The overcoming of totalitarianism brought to life new approaches to understanding the relationship between law and the state. Their essence lies in the fact that law is primary, and the state is secondary. The right has not a state origin, but a social one, since it is connected with the activities of people. People are the source of law. It is a person with his needs and interests, way of life that is the source and bearer of law. Thus, law has a social, human, and not a state origin. It is a product of normal human activity. Therefore, if we consider it only in relation to the state and consider it a product of state activity, then the historical result of such a process will be stateization, bureaucratization of a person as a cog in a large state machine. In connection with this approach, the place and role of branches of law is being reviewed.
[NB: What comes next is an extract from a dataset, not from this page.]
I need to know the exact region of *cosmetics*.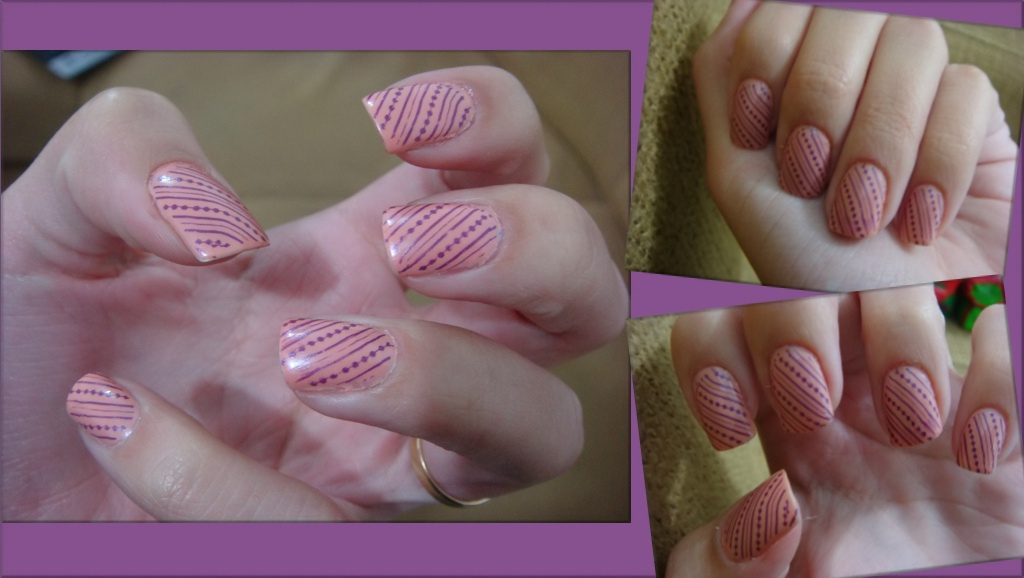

The main place is given primarily to private (including civil) law, while other branches play an auxiliary role relative to private law and are aimed at its provision and implementation.

The right is embodied in the legislation of the state.

The process of creating a rule of law state is associated with the awareness of the desire of citizens for freedom, for curbing the monster nation, for the primacy of law over the state, for ensuring rights and freedoms. The Germans in the concept of "legal statehood" (this word means "lawful state" in German) focus on a negative attitude towards revolutionary ideas regarding the state, on the recognition of the evolutionary path of development of society, on the dominance of the constitutional foundations of "legal statehood".

World civilization has accumulated extensive experience in the theory and practice of the rule of law. In the words of the former French President F. Mitterrand, the rule of law is a system of democratic values ​​and legal foundations consecrated by European culture. The history of the Ukrainian people on this occasion should testify to the world one of its pages.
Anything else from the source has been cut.